East Germany, the ‘laboratory of democracy’, as sociologist Steffen Mau called it, is a frontrunner in some areas. For example, in the area of not keeping up. It’s a contagious feeling that drives people out of urban areas into the countryside. Those who have always stayed behind are surprised that their own children have long since been swallowed up by provinces in the West and spat out again into mortgaged, terraced houses, squished and shaped into modern consumers. Far enough away from the outskirts of the village where the children of other parents, escaping from bombed-out provinces around the world, sit in white corridors behind barbed wire, waiting for the court to decide who may clean the village pub toilets and who may not.
Many of those who left after the Wall fell were young, well-educated women. They had no choice but to find their place elsewhere. An excess of men. Excessive men. And so many that are missing. Who make their presence felt elsewhere. To exacerbate the imbalance even further.
Familiarity creeps up on people like poison, and the condition they end with is indifference.
How many elephants fit in the space between Frankfurt an der Oder and Frankfurt am Main? In this country, people can still be murdered at will, whether they stand out for their skin colour, poverty, gender, sexuality or God knows what. Standing out is a deviation from a fantasised norm that only knows itself. Sameoldsameold. Sometimes they chase you because their own lives are so boring. Killing time, killing people. So that it’s no bother – the time or the people. It’s better to stick to: ‘Don’t stand out! Don’t be extra!’ You know what I mean. This was the law of the camps, as formulated by the communist and concentration camp survivor Erwin Geschonneck. Perhaps you know him from the famous film adaptation of Wilhelm Hauff’s fairy tale ‘The Cold Heart’, in which he plays a fearsome giant who replaces the beating hearts of humans with ones made of stone. Rock gardens. Don’t stand out. Don’t be extra. A law that still applies. A breeding ground for malcontents who perform land grabs. This doesn’t just start when the elections return the worst possible result. It began a long time ago. The land grab. The world grab.
This isn’t how we stop people fleeing. We can’t silence refugees’ voices. Their escape routes are like threads of interconnecting stories, swallowing each other up, and spitting each other out, untouched, pushing up into the open from underground and making it possible to rake over the smashed skulls once again.
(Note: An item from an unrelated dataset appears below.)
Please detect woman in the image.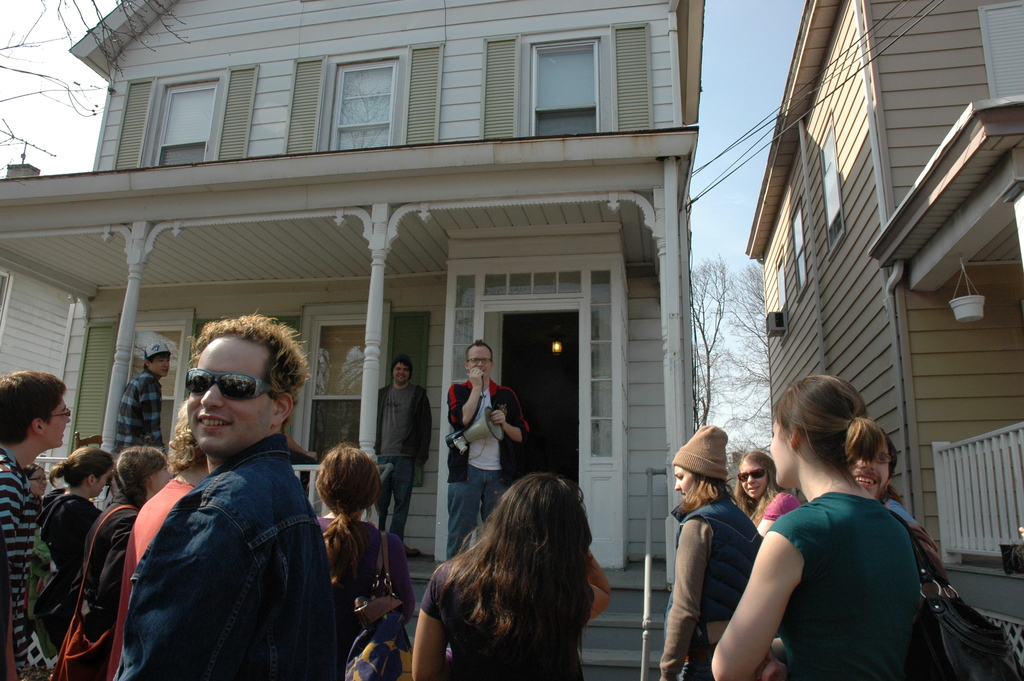
crop(655, 422, 764, 680).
Poets, singers and storytellers talk, sing and write against all this. They build barricades of leafy green, bluetit down and cigarette butts to teach us to see differently. And despair of it.
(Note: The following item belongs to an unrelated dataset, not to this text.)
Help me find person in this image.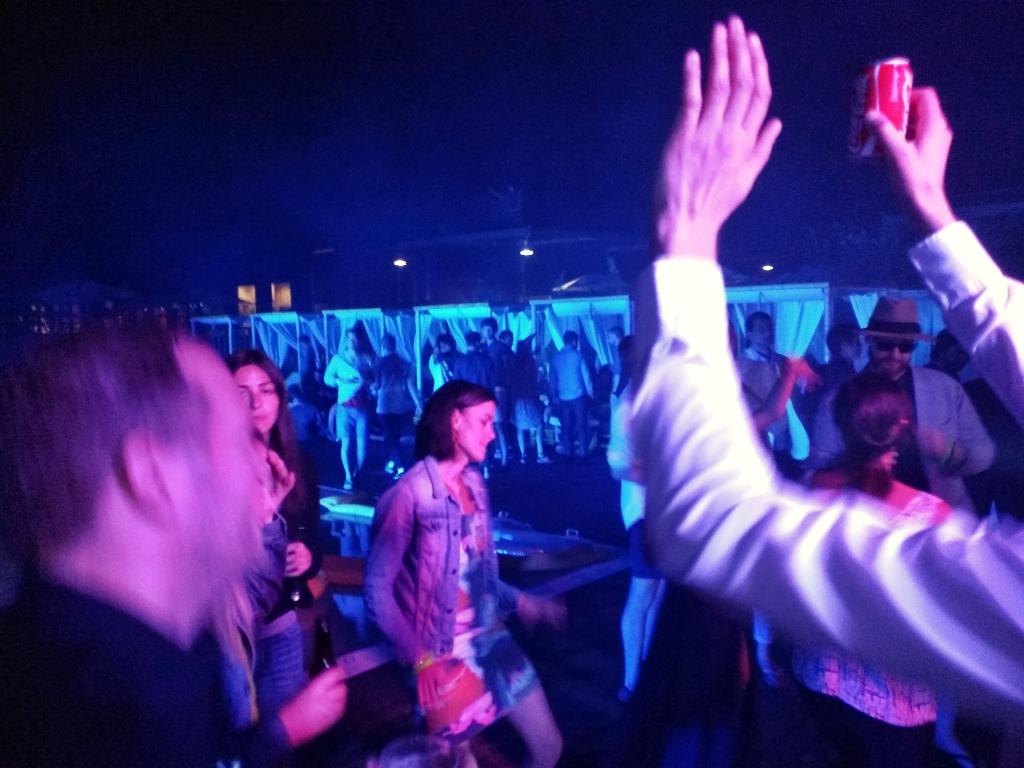
Found it: {"x1": 372, "y1": 337, "x2": 410, "y2": 478}.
I wish the sea was the sea and not a cemetery. I wish this country was like any other good country. I wish it were my country. The country of all of us. The country of all women. We leave behind what doesn’t belong to us. But the earth is the only planet we can inhabit. Interplanetary women. Stay messy. Stay many. In un-peace. So that things don’t carry on like this.
I wish the sea was the sea and not a cemetery. I wish this country was like any other good country. I wish it were my country. The country of all of us. The country of all women. We leave behind what doesn’t belong to us. But the earth is the only planet we can inhabit. Interplanetary women. Stay messy. Stay many. In un-peace. So that things don’t carry on like this.
I hear a lot of footsteps as people feel their way
lost people, lonely, tired and poor –
and no one knows how comfortable and warm they would be,
if we held each other’s hands.Erich Mühsam
Under the title “Poetic Positions” in the program of “THE ART OF STAYING MANY”, the writers and playwrights Sivan Ben Yishai, Anne Rabe and Deniz Utlu also took a stand on current events alongside Manja Präkels. The Fonds is now making their contributions available to read in its online magazine.
Translated from the German by Jucy Jones.